The Commonwealth of Virginia is now part of a 16-state contingent formed to challenge President Donald Trump’s national emergency declaration to build the U.S.-Mexico border wall after receiving less than one-quarter of the funding he requested for the project. On Friday, the president, in tandem with signing a border security funding deal worth $1.375 billion, announced his plan to bypass Congress to fund the construction of a wall along the southern border with an estimated $8 billion in taxpayer funds.
During his address, the commander in chief said “we are declaring it for virtual invasion purposes – drugs, traffickers, and gangs.”
However, many are now criticizing Trump’s declaration as a “fake emergency.” There is still no credible evidence to suggest that a border wall would decrease crime rates – other than President Trump stating that Israel’s wall is “99.9 percent effective.”
“Concocting a fake emergency to build a needless wall goes against the Constitution and the values America was built on,” said Virginia Attorney General Mark Herring (D) via a press release. “President Trump’s ill-advised plan could divert critical funds from actual national security priorities, including military construction projects at bases and facilities throughout Virginia.”

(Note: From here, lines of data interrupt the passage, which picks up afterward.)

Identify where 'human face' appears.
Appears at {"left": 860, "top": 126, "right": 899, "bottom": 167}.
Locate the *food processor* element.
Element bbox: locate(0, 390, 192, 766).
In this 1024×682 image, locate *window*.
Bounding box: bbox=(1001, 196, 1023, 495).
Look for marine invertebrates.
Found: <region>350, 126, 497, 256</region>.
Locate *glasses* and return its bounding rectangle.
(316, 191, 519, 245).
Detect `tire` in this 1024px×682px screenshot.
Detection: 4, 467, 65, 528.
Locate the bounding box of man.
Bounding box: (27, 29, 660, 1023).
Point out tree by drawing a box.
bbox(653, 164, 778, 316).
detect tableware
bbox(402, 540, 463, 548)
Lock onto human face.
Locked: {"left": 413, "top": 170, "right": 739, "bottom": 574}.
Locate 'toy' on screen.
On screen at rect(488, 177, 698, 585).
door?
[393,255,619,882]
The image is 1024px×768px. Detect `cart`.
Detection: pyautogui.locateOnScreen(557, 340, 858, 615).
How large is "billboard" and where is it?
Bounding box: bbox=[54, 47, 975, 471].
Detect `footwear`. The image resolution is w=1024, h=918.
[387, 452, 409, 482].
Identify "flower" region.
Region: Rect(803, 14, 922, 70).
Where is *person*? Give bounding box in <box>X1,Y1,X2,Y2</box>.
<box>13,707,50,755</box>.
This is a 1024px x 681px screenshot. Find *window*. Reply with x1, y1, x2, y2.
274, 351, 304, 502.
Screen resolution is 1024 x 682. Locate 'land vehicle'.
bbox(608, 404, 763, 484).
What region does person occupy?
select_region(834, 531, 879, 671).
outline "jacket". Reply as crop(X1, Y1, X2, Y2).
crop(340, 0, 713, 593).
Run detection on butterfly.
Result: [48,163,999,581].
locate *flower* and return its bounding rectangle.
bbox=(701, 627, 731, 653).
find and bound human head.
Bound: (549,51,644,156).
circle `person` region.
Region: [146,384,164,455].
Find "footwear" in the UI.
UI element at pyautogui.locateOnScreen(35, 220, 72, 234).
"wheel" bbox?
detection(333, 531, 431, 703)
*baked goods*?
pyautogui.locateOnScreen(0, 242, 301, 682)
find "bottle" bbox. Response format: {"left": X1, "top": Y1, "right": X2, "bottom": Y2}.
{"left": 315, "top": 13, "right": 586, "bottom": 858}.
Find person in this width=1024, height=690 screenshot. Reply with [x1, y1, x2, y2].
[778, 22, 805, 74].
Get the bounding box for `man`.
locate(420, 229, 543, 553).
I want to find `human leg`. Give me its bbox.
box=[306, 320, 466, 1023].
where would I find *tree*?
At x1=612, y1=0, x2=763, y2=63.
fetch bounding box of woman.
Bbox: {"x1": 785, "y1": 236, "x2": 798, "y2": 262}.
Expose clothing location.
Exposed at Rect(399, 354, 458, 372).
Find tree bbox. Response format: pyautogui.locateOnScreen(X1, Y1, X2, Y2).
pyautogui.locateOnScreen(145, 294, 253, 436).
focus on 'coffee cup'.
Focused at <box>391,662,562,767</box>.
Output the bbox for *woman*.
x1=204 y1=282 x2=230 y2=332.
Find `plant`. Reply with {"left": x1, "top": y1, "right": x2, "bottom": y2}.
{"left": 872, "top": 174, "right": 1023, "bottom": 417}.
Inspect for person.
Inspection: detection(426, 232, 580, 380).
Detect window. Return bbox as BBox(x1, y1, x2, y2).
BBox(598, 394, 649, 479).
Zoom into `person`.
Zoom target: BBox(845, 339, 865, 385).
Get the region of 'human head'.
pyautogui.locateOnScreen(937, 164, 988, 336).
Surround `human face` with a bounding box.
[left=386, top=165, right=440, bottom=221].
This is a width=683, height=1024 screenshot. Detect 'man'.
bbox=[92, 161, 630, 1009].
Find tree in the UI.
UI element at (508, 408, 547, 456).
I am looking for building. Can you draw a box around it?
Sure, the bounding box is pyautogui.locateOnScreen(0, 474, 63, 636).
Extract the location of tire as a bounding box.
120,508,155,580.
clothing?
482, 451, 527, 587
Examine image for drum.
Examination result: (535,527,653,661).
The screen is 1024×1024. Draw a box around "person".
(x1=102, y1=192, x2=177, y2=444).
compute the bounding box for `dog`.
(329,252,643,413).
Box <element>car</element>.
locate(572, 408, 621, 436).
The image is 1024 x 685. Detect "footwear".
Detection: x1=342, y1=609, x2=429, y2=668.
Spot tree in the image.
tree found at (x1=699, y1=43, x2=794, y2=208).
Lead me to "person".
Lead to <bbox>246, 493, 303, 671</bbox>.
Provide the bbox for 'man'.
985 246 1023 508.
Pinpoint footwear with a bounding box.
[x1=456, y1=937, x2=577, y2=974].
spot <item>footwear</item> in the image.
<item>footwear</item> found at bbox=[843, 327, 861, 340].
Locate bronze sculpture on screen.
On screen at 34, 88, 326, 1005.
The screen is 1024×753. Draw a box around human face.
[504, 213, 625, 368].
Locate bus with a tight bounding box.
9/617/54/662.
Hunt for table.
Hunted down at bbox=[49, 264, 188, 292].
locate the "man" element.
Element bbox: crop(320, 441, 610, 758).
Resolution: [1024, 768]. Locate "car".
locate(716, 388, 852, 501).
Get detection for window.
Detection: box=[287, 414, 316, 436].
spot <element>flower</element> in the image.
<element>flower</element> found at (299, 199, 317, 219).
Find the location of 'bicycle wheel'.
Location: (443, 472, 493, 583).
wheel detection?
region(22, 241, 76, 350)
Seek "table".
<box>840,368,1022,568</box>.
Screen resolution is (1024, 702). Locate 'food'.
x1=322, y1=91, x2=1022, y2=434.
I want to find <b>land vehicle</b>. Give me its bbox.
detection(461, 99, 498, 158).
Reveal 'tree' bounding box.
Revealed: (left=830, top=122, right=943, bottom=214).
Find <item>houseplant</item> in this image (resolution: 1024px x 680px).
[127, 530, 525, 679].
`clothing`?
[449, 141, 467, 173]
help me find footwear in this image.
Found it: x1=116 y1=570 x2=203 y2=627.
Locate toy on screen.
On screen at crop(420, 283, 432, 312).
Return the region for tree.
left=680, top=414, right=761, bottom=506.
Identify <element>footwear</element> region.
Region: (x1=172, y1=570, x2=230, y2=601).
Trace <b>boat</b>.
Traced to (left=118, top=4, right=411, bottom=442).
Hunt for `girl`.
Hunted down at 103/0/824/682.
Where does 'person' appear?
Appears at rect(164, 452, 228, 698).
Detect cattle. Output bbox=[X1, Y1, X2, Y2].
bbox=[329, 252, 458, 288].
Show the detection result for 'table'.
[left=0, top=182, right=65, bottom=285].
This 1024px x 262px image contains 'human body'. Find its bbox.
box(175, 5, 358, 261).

The lawsuit, which has been filed by the attorneys general of California, Colorado, Connecticut, Delaware, Hawaii, Illinois, Maine, Maryland, Michigan, Minnesota, Nevada, New Jersey, New Mexico, New York, and Oregon, seeks “declaratory and injunctive relief to block the emergency declaration, the construction of the wall, and any illegal diversion of congressionally-appropriated funds.”
“Virginia, specifically, stands to lose up to $131.7 million in military construction funding for currently planned projects at Dam Neck, Fort A.P. Hill, Fort Belvoir, Humphreys Engineer Center, Joint Base Langley-Eustis, and the Pentagon,” Attorney General Herring added.
During his announcement in the Rose Garden at the White House late last week, President Trump explained that “critical actions” are needed to “confront a problem that we have right here at home.”
“We fight wars that are 6,000 miles away, wars that we should have never been in in many cases, but we don’t control our own border,” he said. “So we are going to confront the national-security crisis on our southern border. And we are going to do it one way or the other.
In his meandering remarks, Trump said he expected his national emergency declaration to prompt lawsuits, but he remains confident the declaration will remain in place – given the 5-4 decision made by the U.S. Supreme Court to uphold the contentious 2017 travel ban.
“Hopefully we will get a fair shake and win in the Supreme Court just like the ban,” he added.